Linux, or FreeBSD, or NetBSD, I don't really care, is free. Windows is not. If you give them a laptop for education with free software, you have given them a "gift."
If you give them an OLPC with Windows, you've waisted everybody's time and energy and simply acted as a Microsoft marketing shill. Trapping even more of the world in Microsoft's monopoly.
It is reprehensible.
800 years ago, Moses Maimonides enumerated the forms of charity, from best to least:
[Text from Wikipedia]
OLPC with Linux and other Open Source is #1 on Maimonides list. It not only gives them textbooks, it gives them a structure that they can use to control their nation's own destiny - the free software on the system that they can use to communicate, plan, write, etc., and it gives them control over that structure so that they have independence.
In contrast, giving them a Microsoft framework is giving them an addictive dependence. Not charity at all.
Bruce
Bruce Perens.
Sugar is a blatant reinvention of the wheel, with the motivation being to evangelize a particular type of interface.
A well designed os is invisible to and unnoticed by the user. I think the same thing is true for a window manager (which is what sugar boils down to at the end of the day). They should just pick a simple X implementation that meets their requirements, pick a simple window manager _that is actually being used daily by people in the real world_ and move on to the applications and content, which is what really matters.

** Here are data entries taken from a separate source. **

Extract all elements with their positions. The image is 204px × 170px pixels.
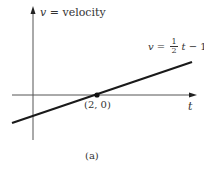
eq-fraction: 1 2 [170, 38, 177, 55]
x-axis-label: t [188, 100, 192, 113]
plot-area [0, 0, 204, 170]
line-equation-label: v = 1 2 t − 1 [148, 38, 204, 55]
velocity-graph: v = velocity v = 1 2 t − 1 t (2, 0) (a) [0, 0, 204, 170]
eq-rest: − 1 [186, 41, 204, 52]
x-axis-arrow-icon [189, 93, 197, 98]
y-axis-text: = velocity [46, 6, 105, 19]
x-intercept-point [94, 92, 99, 97]
figure-caption: (a) [85, 150, 99, 161]
velocity-line [12, 62, 192, 123]
point-label: (2, 0) [84, 99, 111, 110]
eq-denominator: 2 [171, 47, 176, 55]
y-axis-arrow-icon [31, 6, 36, 14]
y-axis-label: v = velocity [40, 6, 106, 19]
eq-equals: = [154, 41, 169, 52]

With sugar they're falling into the windows trap of "the users are idiots, let's bend over backwards to dumb down the interface." I think smart kids are going to be pissed when they realize no one in developed countries uses sugar, and they see how fast their system can run without sugar. The smart kids are really the ones olpc should be targeting, because they are the ones that will grow up to make a difference in these countries.

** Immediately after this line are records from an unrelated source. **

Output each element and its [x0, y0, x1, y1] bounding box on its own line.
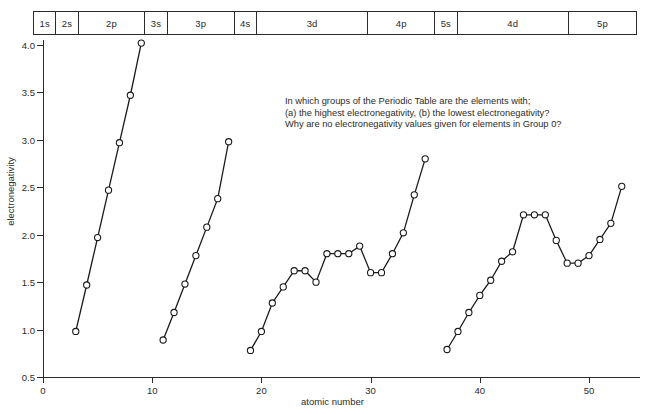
data-point-marker: [313, 279, 319, 285]
x-tick: [480, 377, 481, 383]
x-tick-label: 10: [147, 385, 158, 396]
data-point-marker: [575, 260, 581, 266]
x-tick-label: 40: [475, 385, 486, 396]
y-tick: [37, 235, 43, 236]
data-point-marker: [105, 187, 111, 193]
question-note: In which groups of the Periodic Table ar…: [285, 96, 615, 131]
y-tick: [37, 282, 43, 283]
data-point-marker: [116, 140, 122, 146]
question-note-line-2: (a) the highest electronegativity, (b) t…: [285, 108, 615, 120]
x-tick-label: 30: [365, 385, 376, 396]
data-point-marker: [269, 300, 275, 306]
y-tick: [37, 45, 43, 46]
x-tick: [43, 377, 44, 383]
data-point-marker: [597, 236, 603, 242]
data-point-marker: [422, 156, 428, 162]
data-point-marker: [488, 277, 494, 283]
data-point-marker: [291, 268, 297, 274]
data-point-marker: [499, 258, 505, 264]
data-point-marker: [226, 139, 232, 145]
data-point-marker: [346, 251, 352, 257]
y-tick: [37, 330, 43, 331]
data-point-marker: [619, 183, 625, 189]
data-point-marker: [95, 234, 101, 240]
data-point-marker: [553, 237, 559, 243]
data-point-marker: [608, 220, 614, 226]
data-point-marker: [204, 224, 210, 230]
data-point-marker: [411, 192, 417, 198]
data-point-marker: [368, 270, 374, 276]
x-tick: [589, 377, 590, 383]
data-point-marker: [400, 230, 406, 236]
series-line-period-5: [447, 186, 622, 349]
data-point-marker: [477, 292, 483, 298]
y-tick: [37, 140, 43, 141]
data-point-marker: [455, 328, 461, 334]
data-point-marker: [280, 284, 286, 290]
data-point-marker: [182, 281, 188, 287]
data-point-marker: [84, 282, 90, 288]
data-point-marker: [324, 251, 330, 257]
data-point-marker: [444, 346, 450, 352]
x-tick: [152, 377, 153, 383]
y-tick: [37, 187, 43, 188]
data-point-marker: [73, 328, 79, 334]
data-point-marker: [466, 309, 472, 315]
data-point-marker: [531, 212, 537, 218]
data-point-marker: [193, 252, 199, 258]
x-tick: [261, 377, 262, 383]
data-point-marker: [564, 260, 570, 266]
data-point-marker: [389, 251, 395, 257]
y-tick: [37, 92, 43, 93]
data-point-marker: [378, 270, 384, 276]
data-point-marker: [138, 40, 144, 46]
x-tick-label: 20: [256, 385, 267, 396]
question-note-line-3: Why are no electronegativity values give…: [285, 119, 615, 131]
data-point-marker: [335, 251, 341, 257]
x-tick-label: 0: [40, 385, 45, 396]
data-point-marker: [258, 328, 264, 334]
x-tick: [371, 377, 372, 383]
data-point-marker: [542, 212, 548, 218]
data-series-layer: [0, 0, 665, 414]
x-tick-label: 50: [584, 385, 595, 396]
data-point-marker: [127, 92, 133, 98]
data-point-marker: [247, 347, 253, 353]
data-point-marker: [160, 337, 166, 343]
data-point-marker: [357, 243, 363, 249]
data-point-marker: [302, 268, 308, 274]
data-point-marker: [215, 196, 221, 202]
data-point-marker: [171, 309, 177, 315]
data-point-marker: [509, 249, 515, 255]
data-point-marker: [520, 212, 526, 218]
data-point-marker: [586, 252, 592, 258]
electronegativity-figure: 1s2s2p3s3p4s3d4p5s4d5p 0.51.01.52.02.53.…: [0, 0, 665, 414]
question-note-line-1: In which groups of the Periodic Table ar…: [285, 96, 615, 108]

Here's how I see it from the perspective of a person in Taiwan with some familiarity with the OEM industry which makes practically all notebooks in the world including the OLPC.
A lot of people outside of Taiwan don't really grasp what the whole OEM/ODM industrial ecosystem is about. OEM stands for Original Equipment Manufacturer which is a vague title. What it really means is that there are these vast manufacturing plants owned by companies with names mostly unknown in the West that take design specifications from brands like Apple, HP, Compaq etc. and actually make the products in massive swaths of like a minimum of ten thousand units.

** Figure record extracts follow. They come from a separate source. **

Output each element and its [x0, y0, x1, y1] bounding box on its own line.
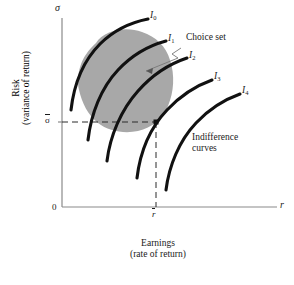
- curve-label-I0: I0: [150, 10, 156, 21]
- y-axis-title-line2: (variance of return): [21, 23, 31, 153]
- curve-label-I3: I3: [214, 71, 220, 82]
- curve-label-I4: I4: [242, 85, 248, 96]
- curve-label-I0-sub: 0: [153, 14, 156, 21]
- x-axis-title-line2: (rate of return): [108, 249, 208, 260]
- x-axis-title: Earnings (rate of return): [108, 238, 208, 259]
- choice-set-label: Choice set: [186, 32, 226, 43]
- curve-label-I2: I2: [189, 50, 195, 61]
- curve-label-I2-sub: 2: [192, 54, 195, 61]
- y-axis-title: Risk (variance of return): [11, 23, 31, 153]
- x-tick-label-r-bar: r: [152, 209, 156, 219]
- origin-label: 0: [52, 202, 57, 212]
- indifference-curves-label-line2: curves: [192, 143, 238, 154]
- curve-label-I1: I1: [168, 33, 174, 44]
- indifference-curves-label: Indifference curves: [192, 132, 238, 153]
- indifference-curve-figure: σ r 0 σ r I0 I1 I2 I3 I4 Choice set Indi…: [0, 0, 294, 285]
- indifference-curves-label-line1: Indifference: [192, 132, 238, 143]
- x-axis-symbol: r: [280, 199, 284, 210]
- y-axis-title-line1: Risk: [11, 23, 21, 153]
- curve-label-I3-sub: 3: [217, 75, 220, 82]
- y-tick-label-sigma-bar: σ: [45, 115, 50, 125]
- y-tick-label-text: σ: [45, 115, 50, 125]
- y-axis-symbol: σ: [55, 2, 60, 13]
- curve-label-I4-sub: 4: [245, 89, 248, 96]
- curve-label-I1-sub: 1: [171, 37, 174, 44]
- x-axis-title-line1: Earnings: [108, 238, 208, 249]
- x-tick-label-text: r: [152, 209, 156, 219]
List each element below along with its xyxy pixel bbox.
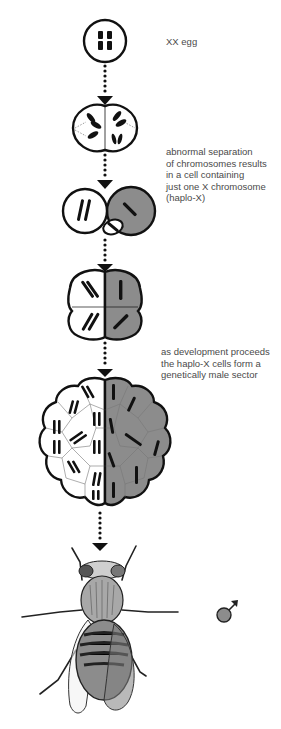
arrow-down-icon — [97, 238, 113, 272]
arrow-down-icon — [97, 64, 113, 105]
four-cell-stage — [68, 270, 141, 339]
arrow-down-icon — [97, 341, 113, 377]
egg-label: XX egg — [166, 36, 197, 48]
male-symbol-icon — [217, 600, 238, 622]
arrow-down-icon — [92, 511, 108, 551]
haplo-x-division-stage — [63, 187, 155, 237]
two-cell-stage — [73, 105, 137, 151]
male-sector-label: as development proceeds the haplo-X cell… — [161, 346, 270, 381]
haplo-x-label: abnormal separation of chromosomes resul… — [166, 146, 267, 204]
multicell-stage — [40, 378, 171, 505]
arrow-down-icon — [97, 153, 113, 189]
gynandromorph-fly-illustration — [22, 546, 178, 713]
egg-cell — [84, 20, 126, 62]
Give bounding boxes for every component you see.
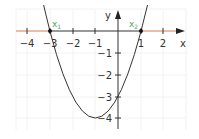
- y-tick-label: −2: [97, 70, 112, 81]
- root-label-x1: x1: [52, 19, 61, 30]
- y-tick-label: −3: [97, 92, 112, 103]
- x-tick-label: −4: [20, 38, 35, 49]
- x-tick-label: −3: [43, 38, 58, 49]
- x-axis-label: x: [180, 38, 186, 49]
- x-axis-arrow-icon: [176, 28, 185, 34]
- y-axis-arrow-icon: [115, 10, 121, 19]
- root-point-x1: [48, 29, 52, 33]
- y-tick-label: −1: [97, 48, 112, 59]
- y-axis-label: y: [105, 10, 111, 21]
- x-tick-label: 2: [160, 38, 166, 49]
- parabola-diagram: −4 −3 −2 −1 1 2 −1 −2 −3 −4 x y x1 x2: [0, 0, 199, 139]
- root-label-x2: x2: [129, 19, 138, 30]
- x-tick-label: −2: [66, 38, 81, 49]
- root-point-x2: [139, 29, 143, 33]
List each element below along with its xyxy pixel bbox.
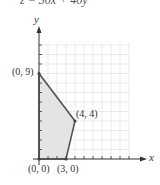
feasible-region-plot	[0, 0, 160, 185]
x-axis-label: x	[149, 151, 154, 163]
vertex-label-4-4: (4, 4)	[76, 108, 98, 119]
x-axis-arrow-icon	[140, 157, 147, 162]
vertex-label-0-0: (0, 0)	[28, 163, 50, 174]
y-axis-label: y	[34, 13, 39, 25]
vertex-label-3-0: (3, 0)	[57, 163, 79, 174]
y-axis-arrow-icon	[37, 26, 42, 33]
vertex-label-0-9: (0, 9)	[12, 66, 34, 77]
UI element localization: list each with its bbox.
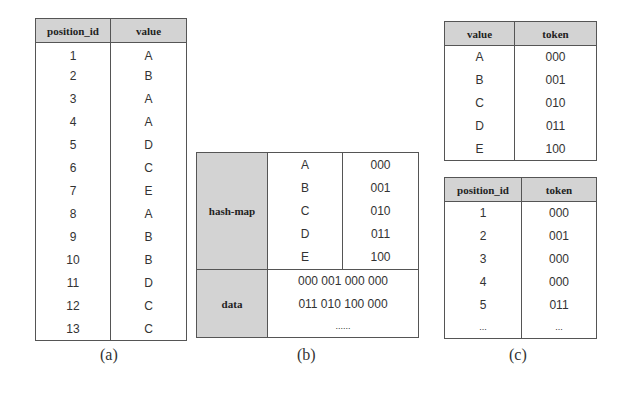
hashmap-token: 010 [343,200,419,223]
table-c-value-token: value token A000 B001 C010 D011 E100 [444,21,597,161]
cell-token: 000 [515,46,597,69]
cell-value: E [445,138,515,161]
hashmap-token: 011 [343,223,419,246]
cell-position-id: 2 [445,225,522,248]
cell-value: D [111,134,187,157]
table-b-hashmap-data: hash-map A 000 B001 C010 D011 E100 data … [196,152,419,338]
data-line-ellipsis: ...... [268,316,419,338]
hashmap-token: 000 [343,153,419,177]
table-a-position-value: position_id value 1A 2B 3A 4A 5D 6C 7E 8… [35,18,187,341]
hashmap-key: C [268,200,343,223]
data-line: 000 001 000 000 [268,270,419,293]
header-token: token [522,178,597,202]
cell-position-id: 1 [445,202,522,225]
data-label: data [197,270,268,338]
hashmap-key: B [268,177,343,200]
cell-value: E [111,180,187,203]
cell-position-id: 10 [36,249,111,272]
cell-token: 010 [515,92,597,115]
cell-position-id: 9 [36,226,111,249]
caption-a: (a) [100,346,118,364]
cell-position-id: 2 [36,65,111,88]
cell-value: A [111,203,187,226]
caption-c: (c) [509,346,527,364]
cell-position-id: 4 [36,111,111,134]
cell-value: C [445,92,515,115]
cell-value: D [445,115,515,138]
cell-position-id: 1 [36,43,111,65]
cell-value: C [111,295,187,318]
cell-token: 000 [522,202,597,225]
cell-position-id: 11 [36,272,111,295]
cell-value: A [111,88,187,111]
cell-token: 001 [522,225,597,248]
cell-ellipsis: ... [445,317,522,339]
caption-b: (b) [297,346,316,364]
cell-value: B [445,69,515,92]
table-c-position-token: position_id token 1000 2001 3000 4000 50… [444,177,597,339]
hashmap-key: D [268,223,343,246]
cell-token: 000 [522,248,597,271]
cell-token: 000 [522,271,597,294]
cell-position-id: 12 [36,295,111,318]
hashmap-key: E [268,246,343,270]
data-line: 011 010 100 000 [268,293,419,316]
cell-token: 011 [515,115,597,138]
cell-ellipsis: ... [522,317,597,339]
cell-value: C [111,157,187,180]
cell-position-id: 6 [36,157,111,180]
header-token: token [515,22,597,46]
cell-value: B [111,65,187,88]
cell-token: 011 [522,294,597,317]
cell-value: A [111,111,187,134]
cell-token: 001 [515,69,597,92]
cell-position-id: 4 [445,271,522,294]
cell-position-id: 5 [445,294,522,317]
cell-token: 100 [515,138,597,161]
cell-value: D [111,272,187,295]
cell-value: B [111,226,187,249]
cell-position-id: 3 [36,88,111,111]
cell-position-id: 8 [36,203,111,226]
hashmap-label: hash-map [197,153,268,270]
cell-value: B [111,249,187,272]
hashmap-token: 100 [343,246,419,270]
hashmap-token: 001 [343,177,419,200]
header-position-id: position_id [36,19,111,43]
cell-position-id: 13 [36,318,111,341]
cell-position-id: 7 [36,180,111,203]
header-value: value [445,22,515,46]
cell-value: C [111,318,187,341]
cell-value: A [111,43,187,65]
header-value: value [111,19,187,43]
cell-position-id: 3 [445,248,522,271]
hashmap-key: A [268,153,343,177]
cell-value: A [445,46,515,69]
cell-position-id: 5 [36,134,111,157]
header-position-id: position_id [445,178,522,202]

Now these OEMs profit by working on massive scales and have relatively thin margins. In order to profit, they have this basic minimum order number and they can't afford to negotiate below a certain unit number of say ten thousand units.
By the same token, this minimum order requirement means that there can only be so many players in market because there's only so much capacity and the granularity of the minimum order is set really high so there is something of a zero sum game in this. There is always room for future expansion of sales stay high for prolonged periods, but quarter to quarter things are pretty fixed.
Now, last year something big happened that had never happened before and that was the OLPC got enough orders that they were able to tie up a manufacturing unit of one of these OEMs. Again, this is a big deal because you can't just magically create more all of a sudden --there's a set amount. And what that meant was for the first time there was all this manufacturing in the notebook market that was being taken out of the windows market and being dedicated to the open source. Now there can be little doubt that MS had assumed for so many years that this market was their property.
To make matters worse, it was only a few months later when Asus hit the market with the EeePc and soon a whole flood of these little fuckers who weren't paying the tax were springing up like bamboo shoots after a spring rain.
No doubt this was a huge concern in Redmond. Then CNet attacked Vista and things were just seeming to go to shit and suddenly out of the blue --now come on, is it really out of the blue-- Negroponte announces that XP is probably just as good as Linux for the OLPC.
I don't think there's a big coincidence here.